The session store is a Rack Middleware, meaning that it will implement the Rack interface for dealing with HTTP request/responses.
This session store uses a DynamoDB backend in order to provide scaling and centralized data benefits for session storage with more ease than other containers, like local servers or cookies. Once an application scales beyond a single web server, session data will need to be shared across the servers. DynamoDB takes care of this burden for you by scaling with your application. Cookie storage places all session data on the client side, discouraging sensitive data storage. It also forces strict data size limitations. DynamoDB takes care of these concerns by allowing for a safe and scalable storage container with a much larger data size limit for session data.
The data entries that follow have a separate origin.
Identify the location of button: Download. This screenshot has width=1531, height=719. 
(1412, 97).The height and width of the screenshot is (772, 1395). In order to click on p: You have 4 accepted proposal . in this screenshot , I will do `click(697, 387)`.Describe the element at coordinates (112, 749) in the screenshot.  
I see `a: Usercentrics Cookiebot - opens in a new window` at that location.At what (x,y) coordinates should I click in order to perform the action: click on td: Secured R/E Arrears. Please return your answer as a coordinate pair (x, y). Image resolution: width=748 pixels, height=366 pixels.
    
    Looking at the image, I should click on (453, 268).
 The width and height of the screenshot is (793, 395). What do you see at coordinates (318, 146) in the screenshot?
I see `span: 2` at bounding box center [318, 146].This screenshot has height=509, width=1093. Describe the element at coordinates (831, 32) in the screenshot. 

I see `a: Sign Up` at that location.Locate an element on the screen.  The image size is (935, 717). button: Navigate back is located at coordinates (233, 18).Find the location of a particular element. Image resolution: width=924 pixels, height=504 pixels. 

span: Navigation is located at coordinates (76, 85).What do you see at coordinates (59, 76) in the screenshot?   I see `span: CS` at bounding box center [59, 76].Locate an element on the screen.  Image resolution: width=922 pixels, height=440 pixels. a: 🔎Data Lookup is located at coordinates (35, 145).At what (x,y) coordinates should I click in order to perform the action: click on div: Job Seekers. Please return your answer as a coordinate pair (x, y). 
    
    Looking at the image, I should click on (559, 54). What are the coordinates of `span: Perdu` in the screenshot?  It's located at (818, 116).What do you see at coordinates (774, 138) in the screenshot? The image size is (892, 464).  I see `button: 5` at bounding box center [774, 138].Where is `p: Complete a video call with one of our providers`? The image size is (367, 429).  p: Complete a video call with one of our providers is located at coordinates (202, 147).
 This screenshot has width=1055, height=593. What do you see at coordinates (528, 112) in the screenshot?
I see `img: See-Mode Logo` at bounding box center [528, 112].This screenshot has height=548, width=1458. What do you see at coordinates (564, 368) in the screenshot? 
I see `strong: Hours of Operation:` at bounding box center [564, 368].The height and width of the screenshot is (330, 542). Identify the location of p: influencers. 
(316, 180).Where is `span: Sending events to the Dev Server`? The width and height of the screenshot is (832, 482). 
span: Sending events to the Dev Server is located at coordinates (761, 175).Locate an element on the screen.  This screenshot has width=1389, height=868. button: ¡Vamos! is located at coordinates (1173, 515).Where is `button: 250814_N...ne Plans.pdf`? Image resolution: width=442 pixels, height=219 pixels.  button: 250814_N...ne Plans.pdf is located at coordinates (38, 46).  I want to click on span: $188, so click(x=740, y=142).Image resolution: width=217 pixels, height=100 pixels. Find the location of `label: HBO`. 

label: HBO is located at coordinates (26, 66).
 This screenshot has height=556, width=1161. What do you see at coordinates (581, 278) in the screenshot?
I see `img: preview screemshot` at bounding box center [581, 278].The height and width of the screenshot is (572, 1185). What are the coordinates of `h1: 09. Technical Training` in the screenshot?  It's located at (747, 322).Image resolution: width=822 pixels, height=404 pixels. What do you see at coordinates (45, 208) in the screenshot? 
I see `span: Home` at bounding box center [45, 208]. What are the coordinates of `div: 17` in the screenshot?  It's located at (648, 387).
Full API documentation of the library can be found on RubyDoc.info.
A number of options are available to be set in
Aws::SessionStore::DynamoDB::Configuration
, which is used by the
RackMiddleware
class. These options can be set in the YAML configuration
file in a Rails application (located in config/sessionstore/dynamodb.yml
),
directly by Ruby code, or through environment variables.
The full set of options along with defaults can be found in the Configuration class documentation.
Certain configuration options can be loaded from the environment. These options must be specified in the following format:
DYNAMO_DB_SESSION_NAME-OF-CONFIGURATION-OPTION
The example below would be a valid way to set the session table name:
export DYNAMO_DB_SESSION_TABLE_NAME='sessions'
The generator command specified in the installation section will generate two
files: a migration file, db/migration/VERSION_migration_name.rb
, and a
configuration YAML file, config/sessionstore/dynamodb.yml
.
You can run the command with an argument that will define the name of the
migration file. Once the YAML file is created, you can uncomment any of the
lines to set configuration options to your liking. The session store will pull
options from config/sessionstore/dynamodb.yml
by default if the file exists.
If you do not wish to place the configuration YAML file in that location,
you can also pass in a different file path to pull options from.
You may want to delete old sessions from your session table. The following examples show how to clear old sessions from your table.
A Rake task for garbage collection is provided for Rails applications.
By default sessions do not expire. See config/sessionstore/dynamodb.yml
to
configure the max age or stale period of a session. Once you have configured
those values you can clear the old sessions with:
rake dynamo_db:collect_garbage
You can create your own Rake task for garbage collection similar to below:
require "aws-sessionstore-dynamodb"
desc 'Perform Garbage Collection'
task :garbage_collect do |t|
options = {:max_age => 3600*24, max_stale => 5*3600 }
Aws::SessionStore::DynamoDB::GarbageCollection.collect_garbage(options)
end
The above example will clear sessions older than one day or that have been stale for longer than an hour.
You may want the Session Store to implement the provided pessimistic locking strategy if you are concerned about concurrency issues with session accesses. By default, locking is not implemented for the session store. You must trigger the locking strategy through the configuration of the session store. Pessimistic locking, in this case, means that only one read can be made on a session at once. While the session is being read by the process with the lock, other processes may try to obtain a lock on the same session but will be blocked.
Locking is expensive and will drive up costs depending on how it is used. Without locking, one read and one write are performed per request for session data manipulation. If a locking strategy is implemented, as many as the total maximum wait time divided by the lock retry delay writes to the database. Keep these considerations in mind if you plan to enable locking.
The following configuration options will allow you to configure the pessimistic locking strategy according to your needs:
options = {
:enable_locking => true,
:lock_expiry_time => 500,
:lock_retry_delay => 500,
:lock_max_wait_time => 1
}
You can pass in your own error handler for raised exceptions or you can allow the default error handler to them for you. See the API documentation on the {Aws::SessionStore::DynamoDB::Errors::BaseHandler} class for more details.